# Measurement reading data
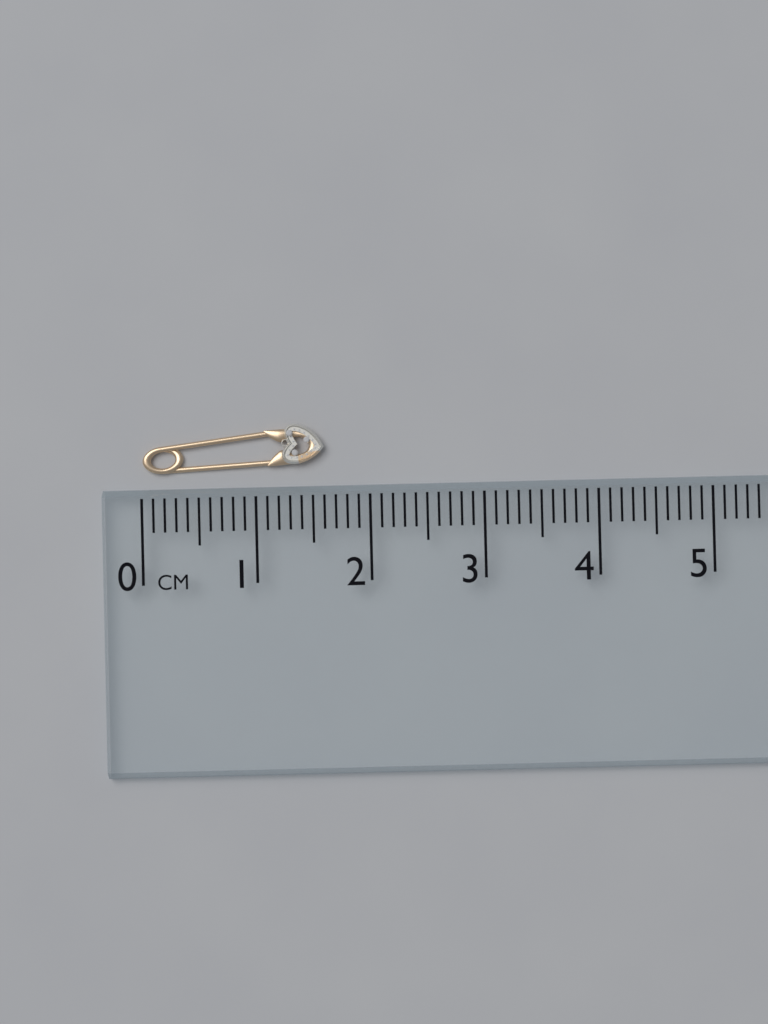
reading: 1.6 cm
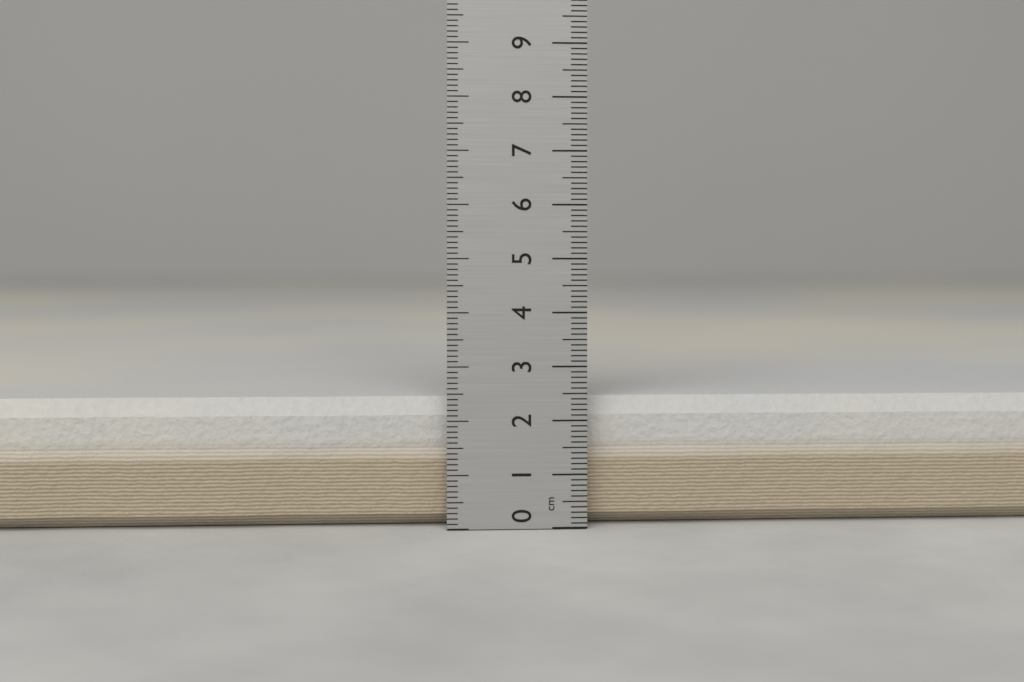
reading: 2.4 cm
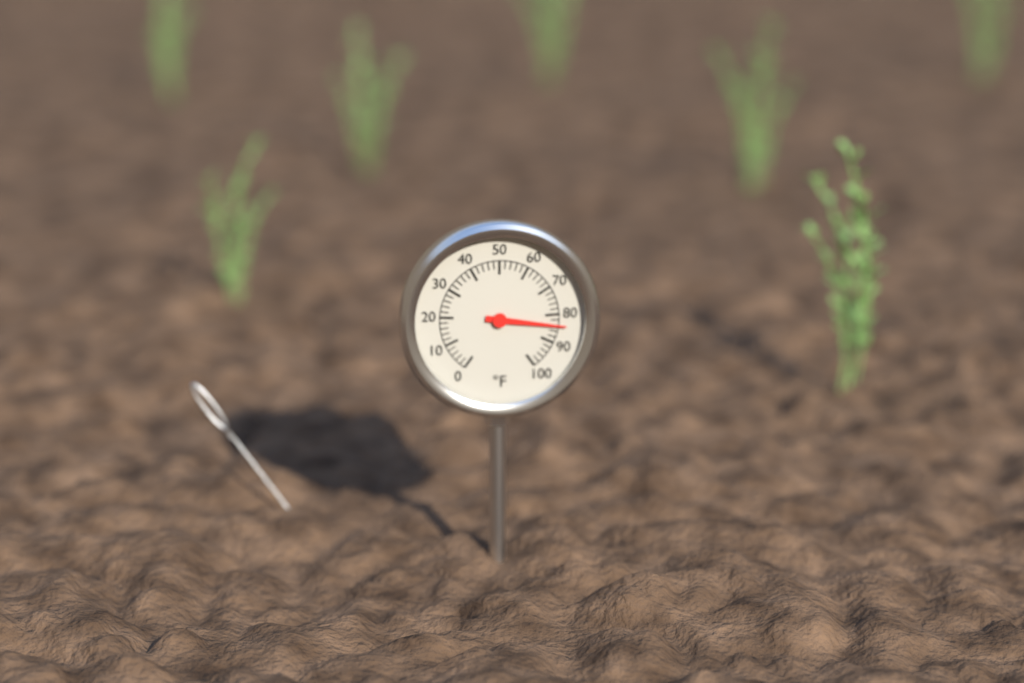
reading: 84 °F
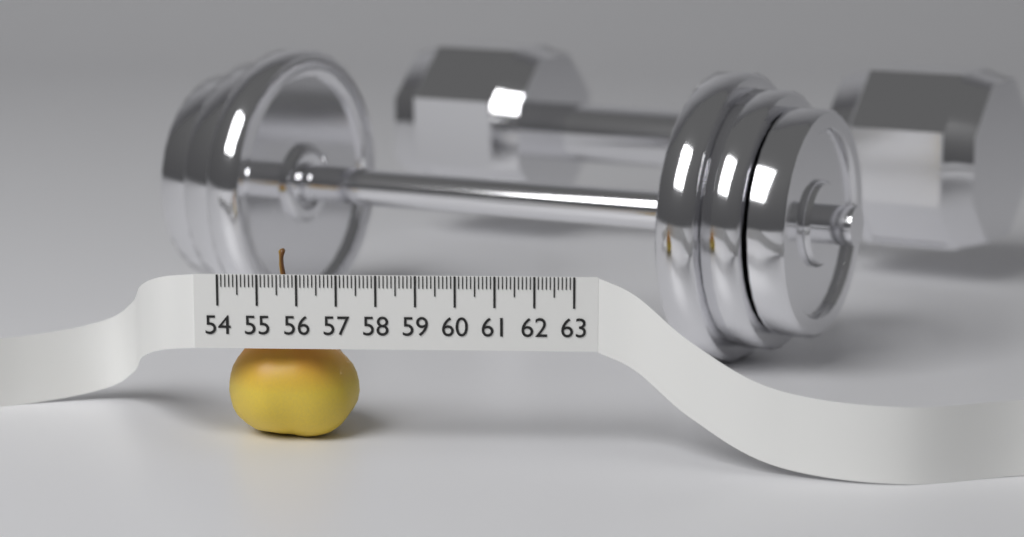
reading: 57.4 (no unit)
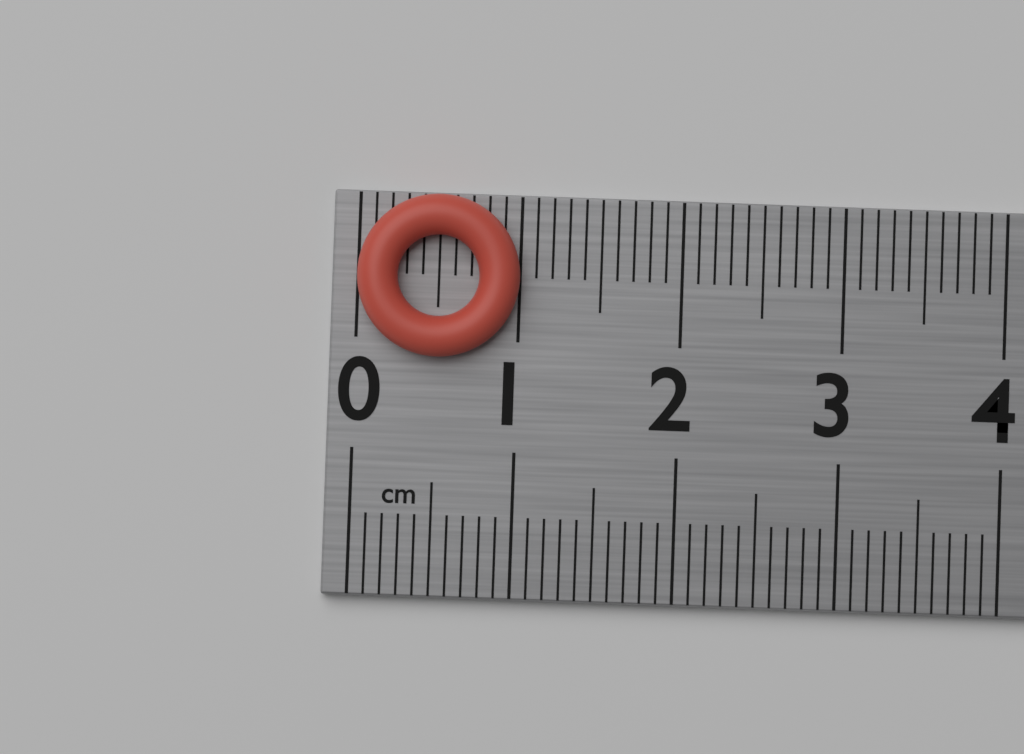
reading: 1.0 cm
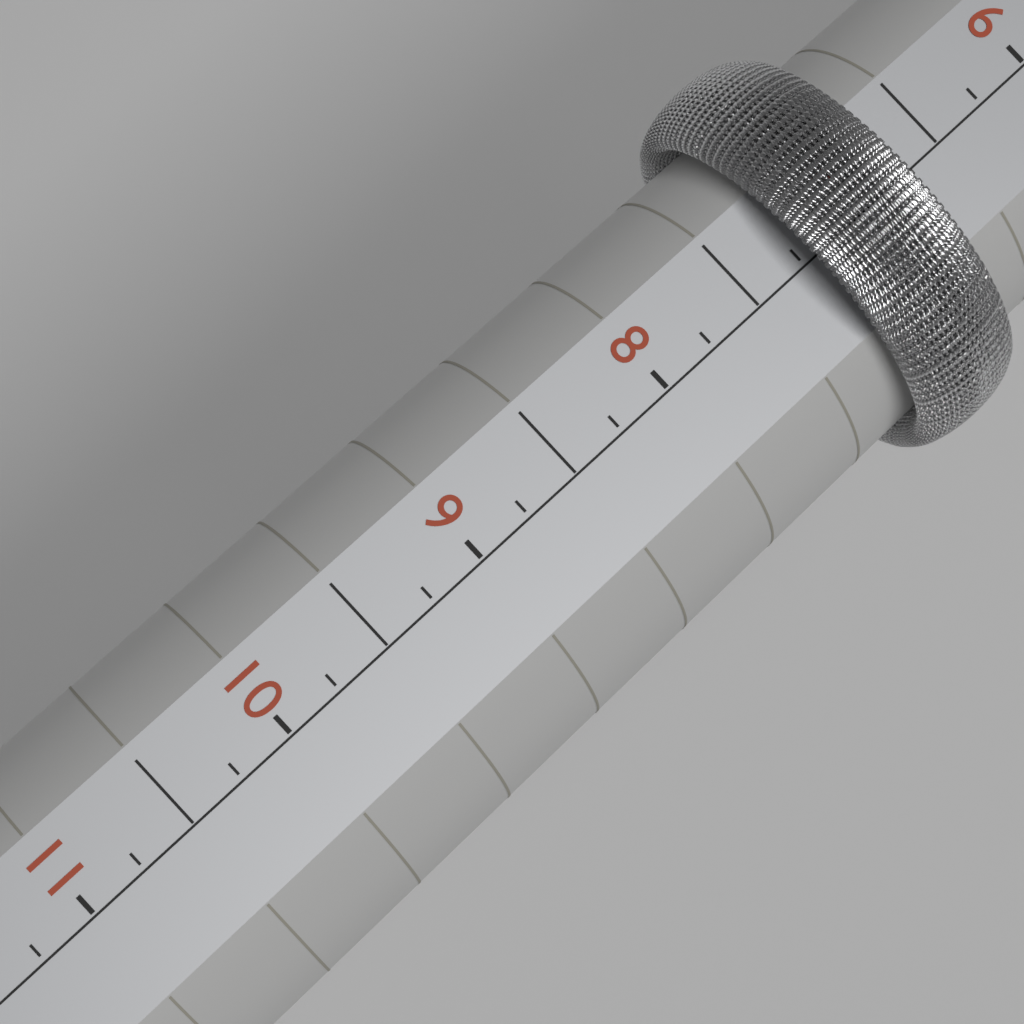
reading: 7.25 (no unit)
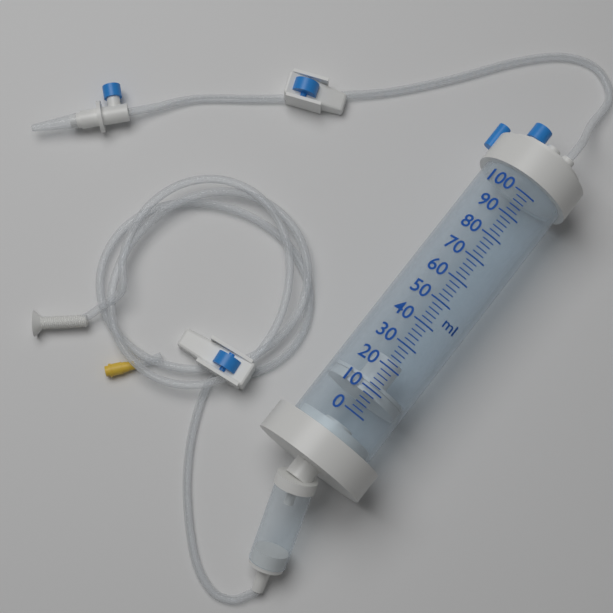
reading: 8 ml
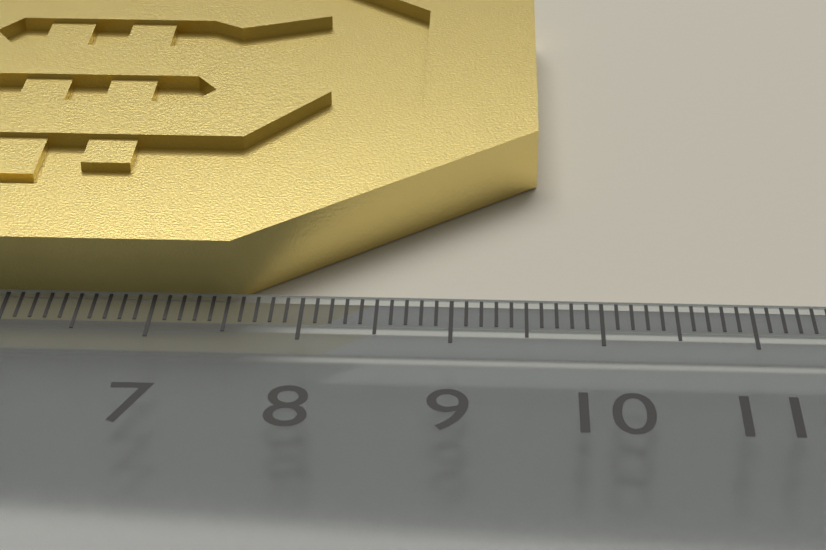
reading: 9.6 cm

# Exercise details
Word for word, repeat the data above with the pictures left out.

# Task answer
reading: 1.6 cm
reading: 2.4 cm
reading: 84 °F
reading: 57.4 (no unit)
reading: 1.0 cm
reading: 7.25 (no unit)
reading: 8 ml
reading: 9.6 cm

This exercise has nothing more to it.